━━ Extracted data
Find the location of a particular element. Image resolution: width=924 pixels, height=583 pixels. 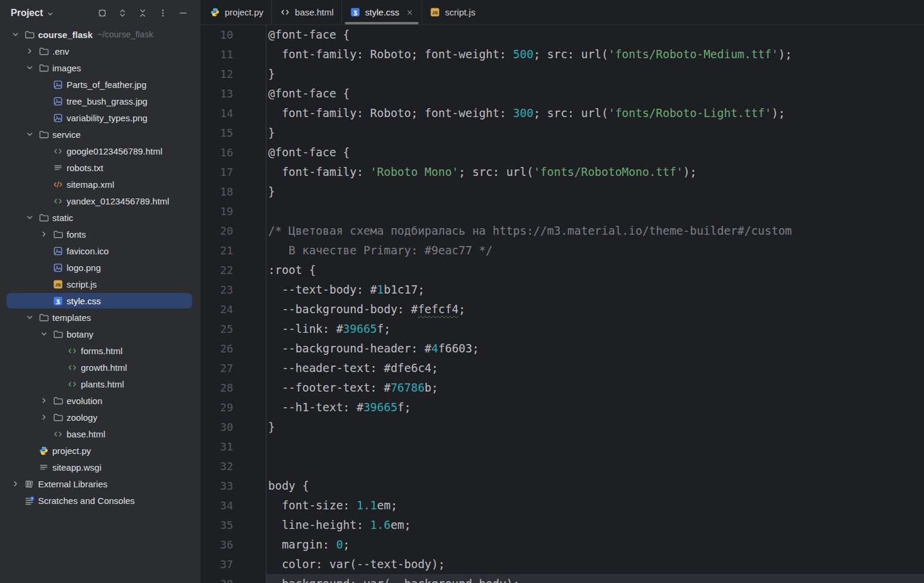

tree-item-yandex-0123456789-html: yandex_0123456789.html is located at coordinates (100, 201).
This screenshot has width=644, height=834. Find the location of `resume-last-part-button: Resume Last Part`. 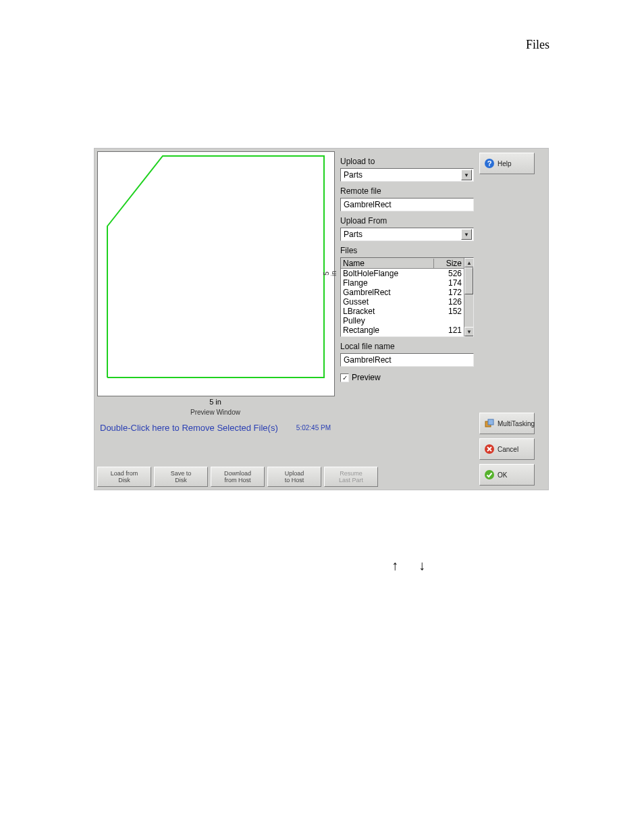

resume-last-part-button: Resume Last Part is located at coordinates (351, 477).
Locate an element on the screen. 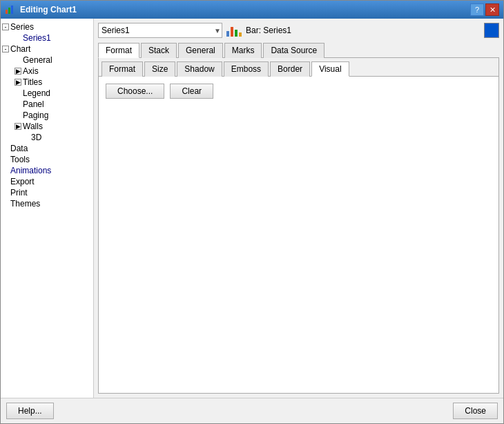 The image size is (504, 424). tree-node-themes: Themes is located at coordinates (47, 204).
━━━━
━━ Extracted data
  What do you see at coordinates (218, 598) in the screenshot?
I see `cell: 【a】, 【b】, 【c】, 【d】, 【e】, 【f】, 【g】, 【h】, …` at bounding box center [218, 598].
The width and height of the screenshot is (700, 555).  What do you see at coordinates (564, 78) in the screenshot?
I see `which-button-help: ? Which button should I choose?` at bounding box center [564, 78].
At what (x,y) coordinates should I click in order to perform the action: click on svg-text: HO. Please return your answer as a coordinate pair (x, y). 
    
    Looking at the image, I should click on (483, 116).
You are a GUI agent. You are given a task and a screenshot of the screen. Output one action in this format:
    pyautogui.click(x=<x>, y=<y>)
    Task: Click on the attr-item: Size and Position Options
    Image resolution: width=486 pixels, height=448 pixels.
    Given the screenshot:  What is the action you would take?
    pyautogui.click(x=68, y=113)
━━━━
▶ Instructions for the task:
Give again exactly, and only, the lines above starting at the one with "The width and" and ending at the one with "Image resolution: width=486".

▶ Answer to the exercise:
The width and height of the screenshot is (700, 555).  What do you see at coordinates (564, 78) in the screenshot?
I see `which-button-help: ? Which button should I choose?` at bounding box center [564, 78].
At what (x,y) coordinates should I click in order to perform the action: click on svg-text: HO. Please return your answer as a coordinate pair (x, y). 
    
    Looking at the image, I should click on (483, 116).
You are a GUI agent. You are given a task and a screenshot of the screen. Output one action in this format:
    pyautogui.click(x=<x>, y=<y>)
    Task: Click on the attr-item: Size and Position Options
    Image resolution: width=486 pixels, height=448 pixels.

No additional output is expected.